What lately looks like a lull should not be seen as a sign New Jersey's university merger mania has abated.

As we speak, perhaps even as we sleep, one group of politicos is struggling to meet Chris Christie's July 1 deadline for executing the forced divorce between Rutgers University and its Camden campus, thereby enabling a shotgun marriage between Rutgers-Camden and Rowan universities.

As you may have heard, our globetrotting governor insists that disrupting thousands of lives and livelihoods simply must happen so he can dismantle the University of Medicine and Dentistry of New Jersey and divvy up the goodies.

Why amputating Rutgers-Camden is necessary in order to implement the more sensible components of Christie's mega-plan is beyond me. I've heard the governor has decreed that Rutgers-New Brunswick must let go of Camden in order to obtain UMDNJ's medical school -- as if, say, Kean or Farleigh Dickinson also were being considered for that prize.

Meanwhile, despite the governor's unshakable faith in his own notions of education reform, another group of politicos is trying to figure out how to get more higher education dollars to South Jersey (the ostensible rationale for the merger) without losing the Rutgers "brand."

They'd also love to figure out how to keep the prestige-generating School of Law-Camden under the Rutgers nameplate, too. As if marketing, rather than education, were the point of all this.

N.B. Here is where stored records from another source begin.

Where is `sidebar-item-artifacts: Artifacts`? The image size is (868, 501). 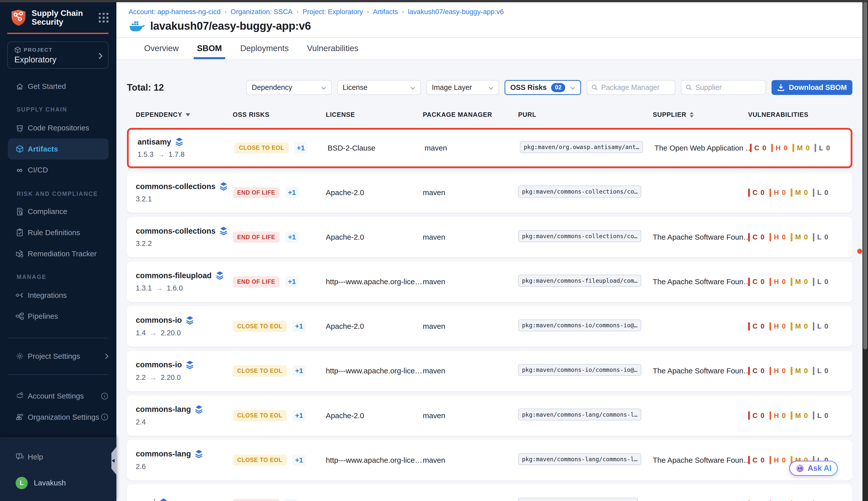 sidebar-item-artifacts: Artifacts is located at coordinates (58, 149).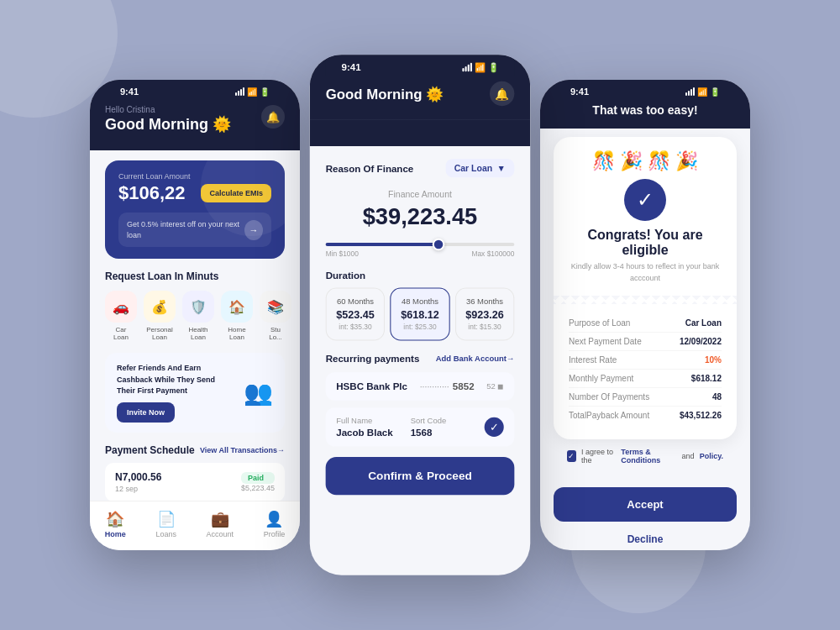  Describe the element at coordinates (195, 276) in the screenshot. I see `loan-section-title: Request Loan In Minuts` at that location.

The first group of politicos is made up mostly of Christie, various other Republicans and a few Rowan-ites dazzled by visions of sugarplums.

The second is composed mainly of the Christie-crats, that southern bloc of Democrats whose expected support for the merger has been shaken by fierce opposition to the scheme.

The pushback emanates from pretty much everyone not included in those first two groups. Meaning, the rest of us.

The people who aren't at the table as merger-mania train continues to chug behind closed doors.